We pipeline oil from Canada to Texas, why can’t we pipeline water from the Great lakes to the south?
Edit: thank you all who replied, I’ve gathered that it is technically possible, but would come with a huge amount of legal, environmental, and practical issues due to the amount of water that would actually be needed. It sounds like there are far more practical solutions available if the need became dire enough.
In: 45
Just the extreme cost.
So, there’s costs involved to move things in a pipeline. And it’s not hard to recoup those costs with oil. Right now, the market price for a gallon of crude oil is about $2.65.
The market price for a gallon of water is less than a penny. In fact, a penny would get you about six gallons of water at wholesale prices.
On average, it costs about $5/barrel to move oil in a pipeline. Of course this will depend on distance, but it’s a convenient number. That’s about 12 cents per gallon.
The cost of pipeline transport for oil is about 4% of the cost of the oil. If we had that cost for transporting water, it would raise the cost of the water by 7200%.
The volume of water required would be phenomenal. Like… Colorado River volume. I mean, the Colorado used to be sufficient to naturally irrigate a chunk of southeastern California and northwestern Mexico, but now so much of it is diverted for agriculture, it virtually disappears.
Anyways, so the Colorado is about 640k L/s. For context this roughly double what goes over the American falls at Niagara (341k L/s).
The closest place to connect our Colorado River Replenish Channel would be Lake Granby just outside of Denver. On the other end, 1400 km away is Duluth MN at 214 ft. above sea level.
Denver is 5200 ft above sea level. The American niagara falls is about 100 ft.
So basically we’d need to pump TWO colorado rivers 870 miles and UP the distance of 52 American Niagara Falls.

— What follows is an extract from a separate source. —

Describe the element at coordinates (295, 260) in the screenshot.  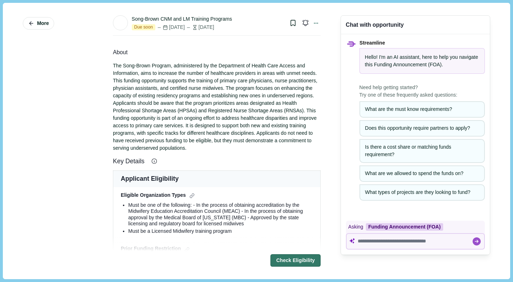
I see `button: Check Eligibility` at that location.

I don’t know about you, but that will require a lot of really big pumps and a metric craptonn of power that I don’t think even exists yet. I ain’t no hydroengineer, but lets see if I can’t bodge some numbers:
Googling some pump power curves sez that a 1 hp pump can move 20 gpm up 125′. 20 gpm is 5.3 L/m… so 41 times the height and 121k pumps…. we need a shade under 5M horsepower – per second – of pump action to drive a colorado river uphill from Minnesota to Denver.
A fully loaded 1 hp motor ~0.75kWh. So we need 3.75 _million_ kilowatt hours of power. For reference, the United States consumes _on average_ and depending on season, time of day and state, about 500 million kilowatt hours. So, you know, only like 1% of our current demand. No problem, we can dig that up just about anywhere. And all this of course is assuming ideal pump/motor efficiency etc.
Technically possible. There isn’t anything super difficult about doing it.
a) Humans use far more water than oil (converted to energy) per day. If agricultural use is factored in, it is many times more water per person per day. So there would need to be a lot of pipes.
b) Expensive. Oil is sold at $50-100 or more per barrel (42 gallons). One barrel of water, in most markets, would cost several cents. Pumping water a great distance uses lots of energy so the cost of water would need to be much much higher than any normal consumer would be willing to pay.
c) Capital cost. As above – lots of pipes, lots of pumps very very high capital costs. Who’d pay for it? Which taxpayer or consumer would be willing to fork out thousands of dollars a year to pay back loans to build this infrastructure? It would be hard to convince folks in, say, New York state, to pay for water to the Southwest so the cost would have to be borne by a fairly small population.
d) Source of (fresh) water? Most of the mid-west relies on aquifers which are already drying up. Most of the West coast states are water starved until up to areas near the north. The amount of water needed would affect the local ecology – it would be politically impossible to get permission to pump the amount needed.
Aside from major cost and legality, there’s also environmental concerns. Large geoengineering projects like that WILL have impacts on the environment and proper analysis needs to be done or else it can have extreme consequences.
Take for example China’s water pipelines from the water-rich south to the arid north. They’ve spent hundreds of billions of dollars building dams and canals/pipes to get water from their major rivers like the Yellow River to the north. The problem is that they did all this without any proper environmental evaluations. As a result, downstream of the rivers in cities that used to have massive rivers flowing through them find themselves with basically a dry riverbed. They literally lose their entire water supply. To make things worse, the dams are making floods upstream significantly worse. They had massive floods the last 2 years that flooded major inland cities like Zhengzhou.